Thursday, February 26, 2015

Planetarium dome surface area

There was a request for estimate of Planetarium dome surface area for painting.

1. Looking at the dome, for eg. in the picture at our website, I estimate 45 4-sided figures visible from the front. Assuming 45 more from the back, and rounding off to 100, I would estimate 100x area of one 4-sided figure.

The 4-sided figure is made of 3 triangles and one trapezium, and its overall shape is like a big equilateral triangle of side approximately 3 metres as measured with a metre scale, an estimate which is likely to be a bit on the low side, would be sqrt(3)/4*3^2 x100,
3.9 sq. metres x 100 = 400 square metres (approx).

2. Another estimate is using the distance measured with my feet for radius, 10.75 metres, for the dome. That would make it 2*pi*r^2 = 725 square metres!

This is closer to being correct, because the estimate of 100 4-sided figures by looking at the picture is probably wrong. 

But this would be area if the hemisphere was smooth. Actually it is more like a series of pyramids. So, the actual area could be even double this estimate. 

(Eg. If a pyramid has 10m x 10m length and breadth, if it has 10m height also, google shows that its surface area would be around 350. Subtracting the base area of 100, that makes it 2.5 times the area of the base alone.)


Copy every line of the records below that holds the word "Proportion".

#### Source records:
↓↓↓

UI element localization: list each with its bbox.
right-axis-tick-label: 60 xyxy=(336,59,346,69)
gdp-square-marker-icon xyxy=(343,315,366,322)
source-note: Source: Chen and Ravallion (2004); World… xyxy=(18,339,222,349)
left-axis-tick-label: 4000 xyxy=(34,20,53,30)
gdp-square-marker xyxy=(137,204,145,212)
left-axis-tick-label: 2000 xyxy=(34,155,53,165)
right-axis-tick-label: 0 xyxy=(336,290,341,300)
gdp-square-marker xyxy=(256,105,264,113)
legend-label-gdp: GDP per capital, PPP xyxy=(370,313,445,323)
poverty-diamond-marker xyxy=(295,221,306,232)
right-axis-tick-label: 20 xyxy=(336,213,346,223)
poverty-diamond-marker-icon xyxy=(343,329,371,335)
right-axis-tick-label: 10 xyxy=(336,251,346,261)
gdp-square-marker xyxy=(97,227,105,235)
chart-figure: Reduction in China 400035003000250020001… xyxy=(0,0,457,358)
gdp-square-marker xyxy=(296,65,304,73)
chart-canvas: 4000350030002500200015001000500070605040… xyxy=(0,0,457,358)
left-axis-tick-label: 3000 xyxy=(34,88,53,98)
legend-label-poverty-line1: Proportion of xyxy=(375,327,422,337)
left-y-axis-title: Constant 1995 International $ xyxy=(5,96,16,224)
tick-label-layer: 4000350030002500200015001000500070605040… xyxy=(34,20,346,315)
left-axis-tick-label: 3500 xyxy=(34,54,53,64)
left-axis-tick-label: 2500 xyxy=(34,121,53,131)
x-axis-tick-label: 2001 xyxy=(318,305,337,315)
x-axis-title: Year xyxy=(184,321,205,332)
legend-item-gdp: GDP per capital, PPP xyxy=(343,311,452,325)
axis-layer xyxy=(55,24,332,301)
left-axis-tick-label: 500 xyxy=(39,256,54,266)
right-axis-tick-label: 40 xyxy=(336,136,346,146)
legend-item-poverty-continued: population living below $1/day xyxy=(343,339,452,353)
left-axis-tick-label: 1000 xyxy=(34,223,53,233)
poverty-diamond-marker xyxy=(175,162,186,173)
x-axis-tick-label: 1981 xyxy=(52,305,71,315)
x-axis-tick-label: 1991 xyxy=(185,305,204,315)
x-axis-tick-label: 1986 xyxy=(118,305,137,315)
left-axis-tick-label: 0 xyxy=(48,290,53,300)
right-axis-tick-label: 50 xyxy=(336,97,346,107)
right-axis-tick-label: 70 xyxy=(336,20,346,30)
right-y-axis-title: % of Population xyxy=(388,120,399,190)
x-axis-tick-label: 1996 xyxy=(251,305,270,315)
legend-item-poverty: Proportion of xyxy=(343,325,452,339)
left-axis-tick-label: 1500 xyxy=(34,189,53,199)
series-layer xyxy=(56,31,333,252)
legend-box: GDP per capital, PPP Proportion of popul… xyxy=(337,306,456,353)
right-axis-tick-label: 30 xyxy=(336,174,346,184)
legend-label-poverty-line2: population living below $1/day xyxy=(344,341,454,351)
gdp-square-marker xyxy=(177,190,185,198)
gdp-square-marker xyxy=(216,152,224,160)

↑↑↑

#### Exercise output:
legend-label-poverty-line1: Proportion of xyxy=(375,327,422,337)
legend-item-poverty: Proportion of xyxy=(343,325,452,339)
legend-box: GDP per capital, PPP Proportion of popul… xyxy=(337,306,456,353)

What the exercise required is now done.